Daily Doctrine is in a familiar yearly format much like a daily devotional, but its content is theological in nature rather than devotional. Its purpose is to teach the truth more than to apply the truth—admitting, of course, that there can be a hazy line between the two. DeYoung explains in the introduction that he believes his niche as a writer is “translation—not from one language to another, but from one register to another. That is to say, I think I can best serve the church by reading the old, dead guys (and some living people), digesting their technical arguments and terminology, taking the best of their insights, and then writing with clarity and concision for busy pastors, students, leaders, and laypeople.” And this is exactly what he does.
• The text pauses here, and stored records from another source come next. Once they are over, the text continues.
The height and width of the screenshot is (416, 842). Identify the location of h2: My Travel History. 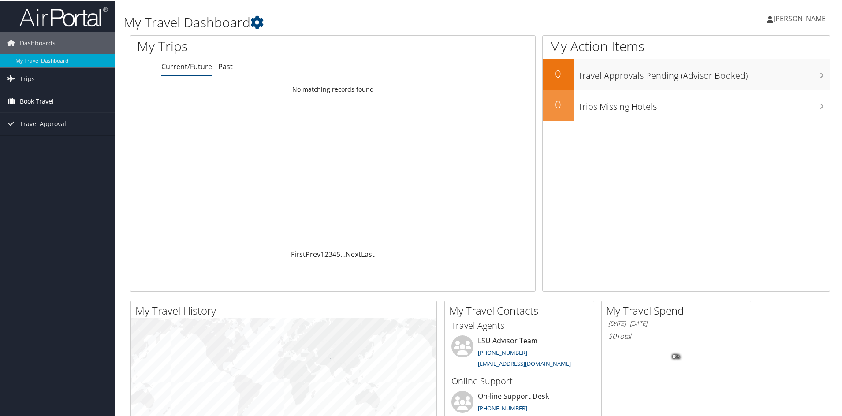
(286, 310).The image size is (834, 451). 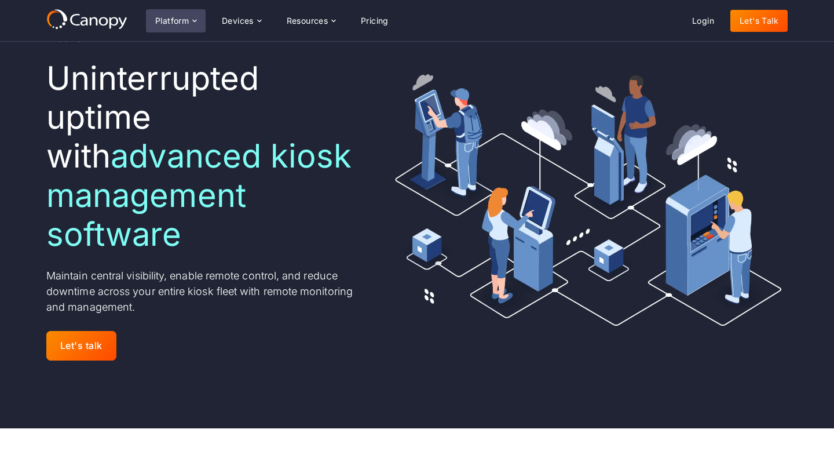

This means that Daily Doctrine is not a groundbreaking work of systematic theology and is not intended to be. Rather, it is an introductory work that focuses on easing people into the subject. It introduces the discipline as a whole, describes the most important terms, and explains the key ideas. In that way, it provides a framework for Christian doctrine and then builds upon it over the course of a year—with 5 readings per week over 52 weeks, each of which is about a page long. It can be read in that daily format, read straight through, or serve as a concise reference work. I expect many couples or families will want to integrate it into their daily times of devotion.
The format is fairly standard for a systematic theology book, beginning with prolegomena (preliminary considerations and the doctrine of Scripture), then advancing to theology proper (God’s being and works), anthropology (man’s creation and fall), covenant theology (how God relates to his creatures), Christology (the person and work of Christ), soteriology (salvation), ecclesiology (the church), and eschatology (the last things). DeYoung is Reformed and Presbyterian in his doctrine and is clear about the positions he holds, but also charitable when it comes to the alternatives. So, for example, I agree with some of what he teaches about baptism but disagree with much of it as well. But I appreciate the tone with which he discusses the issues and defends his position.
Knowing how important it is that we both learn and re-learn Christian doctrine, I was excited to discover that DeYoung had written Daily Doctrine—what one endorser refers to as “a daily diet of doctrine.” Now that I have been able to read through it, I gladly commend it to you. It will help you learn what Christians believe, it will help you remember what Christians believe, and in that way, it will grow your love for the Lord and your ability to serve him with faithfulness.